If code-names for future Microsoft products like "Avalon," "Indigo," "Whidbey" and "Springboard" occasionally draw a blank for you, you're in good company.

Even Microsoft's own chief software architect Bill Gates falls behind on the terminology sometimes.

Gates admitted as much during his Office System launch keynote in New York on Tuesday. Demonstrating the new Research Pane functionality for Office programs such as Word, Gates showed how he uses the feature internally at Microsoft to stay up to date.

"Basically, when I'm looking at Microsoft documents internally, I will search for the thing that reminds me what codes and things refer to what product. And so, you know, I don't look like I'm out of date because I don't know what the code names are," Gates joked.
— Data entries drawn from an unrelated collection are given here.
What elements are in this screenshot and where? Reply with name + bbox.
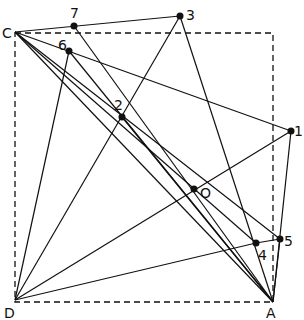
- point-label: A: [266, 305, 276, 320]
- point-label: D: [4, 305, 15, 320]
- line-6-D: [15, 51, 69, 300]
- line-4-5: [256, 239, 280, 243]
- point-D: D: [4, 305, 15, 320]
- point-marker: [191, 186, 198, 193]
- point-6: 6: [58, 37, 73, 55]
- point-marker: [177, 13, 184, 20]
- line-4-D: [15, 243, 256, 300]
- line-C-1: [15, 32, 291, 131]
- point-label: 4: [258, 247, 267, 263]
- line-5-A: [273, 239, 280, 302]
- connecting-lines: [15, 16, 291, 302]
- point-4: 4: [253, 240, 268, 264]
- point-3: 3: [177, 7, 195, 23]
- point-marker: [277, 236, 284, 243]
- point-label: 7: [70, 5, 79, 21]
- point-label: 2: [114, 97, 123, 113]
- geometry-diagram: CDA76312O45: [0, 0, 304, 320]
- point-label: 3: [186, 7, 195, 23]
- line-C-3: [15, 16, 180, 32]
- point-2: 2: [114, 97, 126, 121]
- point-label: 5: [284, 233, 293, 249]
- line-C-5: [15, 32, 280, 239]
- line-2-A: [122, 117, 273, 302]
- point-marker: [71, 23, 78, 30]
- point-marker: [253, 240, 260, 247]
- line-C-A: [15, 32, 273, 302]
- point-label: C: [2, 25, 12, 41]
- line-7-A: [74, 26, 273, 302]
- point-C: C: [2, 25, 12, 41]
- point-label: O: [200, 185, 211, 201]
- point-A: A: [266, 305, 276, 320]
- point-label: 6: [58, 37, 67, 53]
- point-O: O: [191, 185, 212, 201]
- point-label: 1: [294, 123, 303, 139]
- labeled-points: CDA76312O45: [2, 5, 303, 320]
- point-marker: [119, 114, 126, 121]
For the record, "Avalon" and "Indigo" are nested code-names that describe features inside "Longhorn," the code-name for the next version of Windows (ETA 2005-2006). Avalon describes APIs for handling graphics and presentation, while Indigo is the next release of the Web services framework.

"Whidbey" is the name for the version of Visual Studio that is supposed to ship alongside "Longhorn." "Springboard" is the code-name for Microsoft's security-related project for hardening existing products such as Windows XP and Windows Server 2003 through enhancements delivered in service packs. Got all that?

About the Author

Scott Bekker is editor in chief of Redmond Channel Partner magazine.